Spotlights in the ceiling of the very big room played on three of the paintings the banker had done. Willie began to understand what Roger had said about the power of the true egomaniac. It was open to Willie and Roger and the gallery man to say that the paintings the banker had chosen to light up were second-rate work, Sunday painting, no more. It was open to them to be quite brutal. But the man had exposed himself in too innocent a way, and no one wished to wound him.

The gallery owner was suffering. Whatever excitement he might have felt about being a guest in the grand house (and having his elegant clothes unpacked and noted) was going.

The banker said, “Money is of no moment to me. You understand that. I am sure you do.”

And the gallery owner struggled, and failed, to say that he was in the gallery business to make money and the last person he was interested in professionally was a painter who didn’t need money. He spoke two or three disconnected ideas and then gave up.

The subject was then left alone. But enough ego and power
had been displayed (the ceiling spotlights continuing to play on the banker’s paintings) for Willie to understand that, after the artistic grand charge, whatever arrangements were going to be made with the gallery man were going to be made privately, without witnesses.

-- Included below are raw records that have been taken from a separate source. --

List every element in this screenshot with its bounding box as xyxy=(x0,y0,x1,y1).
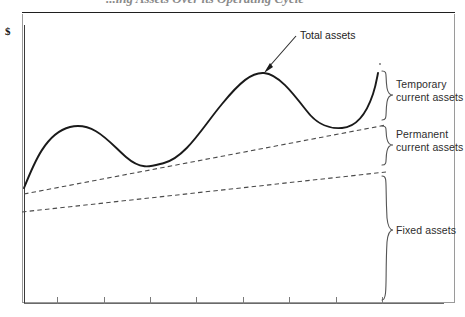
fixed-assets-brace xyxy=(382,176,393,300)
figure-container: ...ing Assets Over its Operating Cycle $… xyxy=(0,0,465,317)
fixed-assets-boundary xyxy=(22,172,386,212)
total-assets-leader-line xyxy=(268,36,296,68)
temporary-current-assets-label: Temporary current assets xyxy=(396,78,464,103)
permanent-current-assets-label: Permanent current assets xyxy=(396,128,464,153)
fixed-assets-label: Fixed assets xyxy=(396,224,464,237)
permanent-current-assets-boundary xyxy=(24,125,386,194)
permanent-current-assets-brace xyxy=(382,126,393,165)
temporary-current-assets-brace xyxy=(382,71,393,120)
total-assets-curve xyxy=(24,73,378,188)
total-assets-label: Total assets xyxy=(300,29,355,41)
curve-endpoint-marker xyxy=(379,63,381,65)
plot-area xyxy=(0,0,465,317)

The banker said to Willie, “Do you know the maharaja of Makkhinagar?” He gave Willie no chance to reply. “He came to stay. It was just after Mrs. Gandhi had de-recognised the princes and abolished their privy purses. This would have been in 1971. He was very young, uncertain in London, very much pulled down by the loss of his privy purse. I thought I should do something for him. My father knew his grandfather. Naturally enough, with all the changes in India, the young man was very much standing on his dignity when he came here. No one minded that, but I don’t think he appreciated the people I had brought together for him. Many doors would have been open to him if he wanted, but he didn’t appear interested. They do that, and then they go away and talk about a lack of regard over here. In London I invited him to the Corner Club for lunch. Do you know the Corner? It’s smaller than the Turf Club, and even more exclusive, if such a thing can be imagined. The dining room is very small. The Corner isn’t called the Corner for nothing. Eyebrows were raised when they saw young Makkhinagar, I don’t mind telling you. But I never heard a word from him after that. About fifteen years later I went to Delhi. One of the many occasions when the rumour was that the economy was going to be liberalised. I looked up Makkhinagar in the telephone book. He was a member of the Indian upper house now, and he had a house in Delhi. He invited me over one evening. Such a panoply of security at the house, watchmen and soldiers and sandbags at the gate, and men with guns inside. Makkhinagar was much more relaxed, in spite of it all. He said, ‘Peter, that was an amusing
little lunch place we went to the last time.’ That’s what I mean about the Indians. ‘Amusing little lunch place.’ The Corner! You put yourself out, and that’s what you get.”